If you aren’t sure what kinds of failures can happen and your system involves multiple processes or services, look at the fallacies of distributed computing. These principles were first described at Sun Microsystems in the early 90s. The fallacies are things that people take for granted when designing systems that come back to bite them in production.The first three in particular are ripe for testing:

  1. The network is reliable
  2. Latency is zero
  3. Bandwidth is infinite

5. Nothing is forever

Finally, let’s talk about change. The blessing and curse of software is that it’s easy to change. I love using bridges for analogies, because they are so different from software. Changing physical infrastructure is slow, painful, and expensive. Once a bridge is built, no one comes back six months later and tells the builder they have a week to hook it up to a different road 10 miles down the river. However, every software engineer can tell a story about adapting a working system or library to work with an unexpected component at the last minute. The only software systems that aren’t modified are the ones that no one uses.

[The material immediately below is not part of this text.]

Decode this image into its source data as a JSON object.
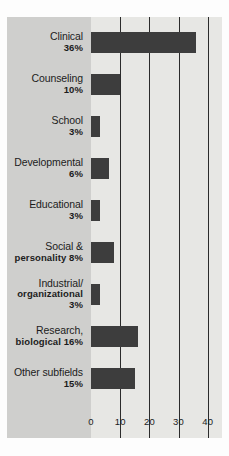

red and black sign with white tear marks, reading “change is coming whether you like it or not”

You need to design your systems for change, or there are going to be weird failures when, not if, you are asked to do so. Luckily, all of the things we’ve talked about so far enable us to make changes. If you’ve used well-understood technologies, properly isolated third-party dependencies, considered non-functional requirements, and have tests to validate that you’ve got everything right, this becomes vastly easier. Don’t compromise these principles when the inevitable new features come along. It’s easy to make one-off exceptions for changes, but you should figure out how to best make the new components and code fit into what’s already there.

Another reason to design for change is that you might need to change back. Here’s something else that all of us will experience at some point: releasing an update that breaks production. Once this happens, you need to redeploy the old system while you figure out what went wrong. If backwards compatibility is broken, you’re going to have additional downtime. In order to ensure backwards compatibility, support old APIs alongside new ones. If you have a database, make sure that any database changes are backwards-compatible by never redefining or removing columns or tables.

There’s one other change that you need to design for: the eventual replacement of your system. Software is such a new field that we are still figuring out how to do things correctly. Don’t take it as an insult when someone replaces your code. If you create a system that lasts five years, that’s impressive. One day, every bit of code that you write will be turned off and part of your job in designing your system is to make that as seamless as possible. Hopefully, the person replacing your system is following Chesterton’s Fence and understands your system and what it does so that the replacement is both justified and an actual improvement. If not, send them a link to this article.

DISCLOSURE STATEMENT: © 2021 Capital One. Opinions are those of the individual author. Unless noted otherwise in this post, Capital One is not affiliated with, nor endorsed by, any of the companies mentioned. All trademarks and other intellectual property used or displayed are property of their respective owners.

Originally published at https://www.capitalone.com.

--

--

Jon Bodner
Capital One Tech

Staff Engineer at Datadog. Former SDE at Capital One. Author of Learning Go. Interested in programming languages, open source, and software engineering.